ROMA – TABEMPE Lesenyeho, a Masters of Sustainable Energy graduate from the National University of Lesotho (NUL), is eating cooked chicken hearts.
He has just cooked them with a solar cooker he and his teammates made.
It is low-cost, portable, uses free energy from the heavens and can be used wherever you are.
The giant cooker Lesenyeho displays at the NUL picks up sunlight and directs it to a pot and the cooking starts.
Lesenyeho and team are responding to a problem—a serious problem.
Basotho women in general spend a disproportionate amount of time in the business of cooking.
They have traditionally used cow dung and wood for cooking and they have to go around fetching them.

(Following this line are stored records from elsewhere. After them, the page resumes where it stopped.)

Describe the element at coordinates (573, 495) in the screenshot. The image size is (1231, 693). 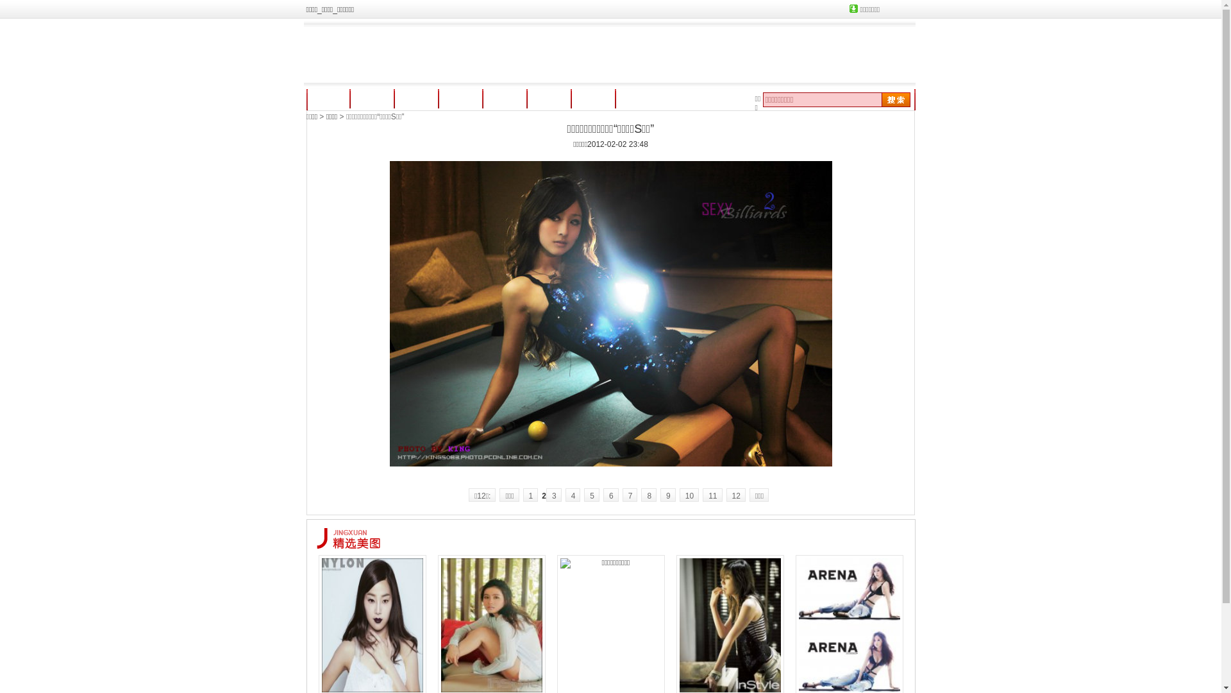
I see `4` at that location.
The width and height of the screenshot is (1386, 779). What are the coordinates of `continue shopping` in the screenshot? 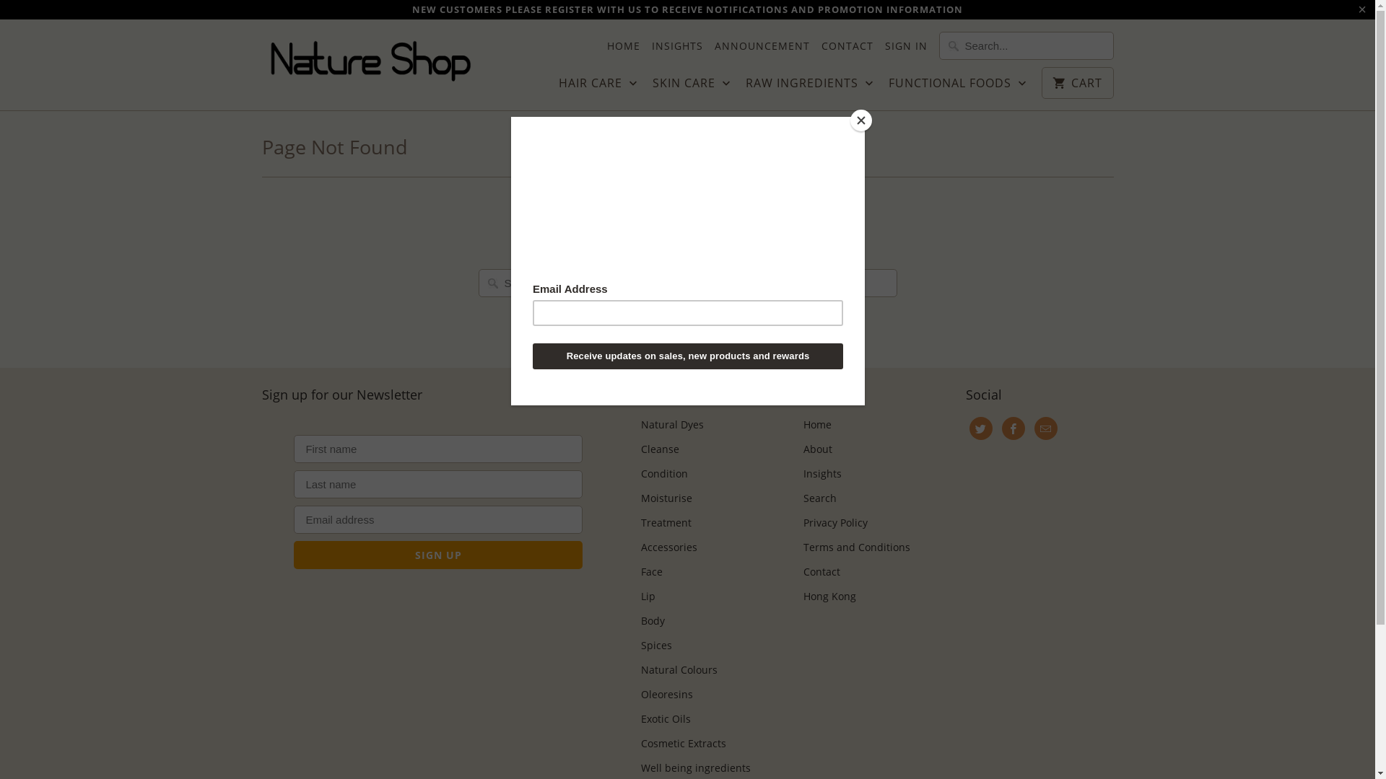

That adds too much to their already busy schedule.
Plus those fuels are running out.
What could be other alternatives?
“We believe this cooker could be among the tools that can help, especially in sunny days of the year,” Lesenyeho introduced his gadget.
Today, we are going to go through the solar cooker and consider it alongside our understanding of solar energy to really appreciate how the cooker works.
Most of the energy we use on earth comes directly or indirectly from the sun.
We would all be dead, in fact, we would not have lived at all, without the sun.
Before you finish reading this sentence, you will have used some energy from the sun.
It was trapped during a process of photosynthesis by the plant (food) you ate or it was transferred from the plant to the animal (food) you ate.
In much of this, the sun’s energy was absorbed and changed into other forms of energy.
“We use a similar process with the solar cooker,” Lesenyeho said.
So let’s start the journey.
The journey starts from the heavens, right inside the sun, where light is produced.
That’s an odd place to begin but it sure begins there.
Light is made of particles called photons which—can you believe it—have no mass!
When it leaves the centre of the sun, a photon might take 10 000 years or many, many more years before it reaches the sun’s surface.
But out of the sun’s surface, the photon will take just 8.3 minutes to reach the earth, travelling through a distance of 150 000 kilometres.
Only light travels at the speed of light.
It is faster than anything we know.
Once it reaches us the mortals on the surface of the earth, Lesenyeho and his team are already waiting.
They’ve got plans for it!
Thaane ’Mokose and Molibeli Rakauoane are other members of his team.
They are supervised by Dr Naleli Matjelo and Professor Leboli Zak Thamae.
All this is happening under the NUL Energy Research Centre and the NUL Innovation Hub.
In order to make a wise use of light from the sun, you have to understand it.
As Physics students, the fearsome threesome know a thing or two about light.
“So we generated Physics equations that would help us make use of the light,” he said.
So when the light from the sun touches their solar cooker surface, it is reflected.
That is because Lesenyeho and the team have selected a specifically shiny material with which to cover the inside of their cooker. But the light is not reflected to just about anywhere.
This is where the Physics equations come in.
“Based on those equations, we have designed the cooker such that when light hits its surface, it is directed to the pot placed at the centre of the cooker.”
The idea is to have the pot bombarded with as many of the light particles as possible.
Now something interesting happens when the light reaches the pot.
The pot is black so that it can absorb as much of the light as possible.
Have you realised you get cooked more when wearing a black t-shirt in a hot summer day?
If you didn’t know, now you know.
According to Lesenyeho, “the light is then absorbed by the pot and turned into heat.”
Sounds simple but it is not.
In fact, how exactly that happens and what it means, can come in so many explanations and here is one of them.
Remember light is made of the particles called photons.
When the photons enter the black body, the pot, the particles that make the pot itself (the atoms) get excited!
Well, that in science does not mean they get happy (although they might as well be, who doesn’t enjoy getting visitors with bundles of energy?).
It simply means the photons give them some energy they did not have.
Some of these atoms are so excited that they do not just shake, they move.
Yes they jump with “excitement”!
As they move, they lose some energy and we feel some of that energy as “heat.”
That heat is transferred from the black pot to the food inside.
The food particles also get so “excited,” they get cooked. Lesenyeho is now ready to eat.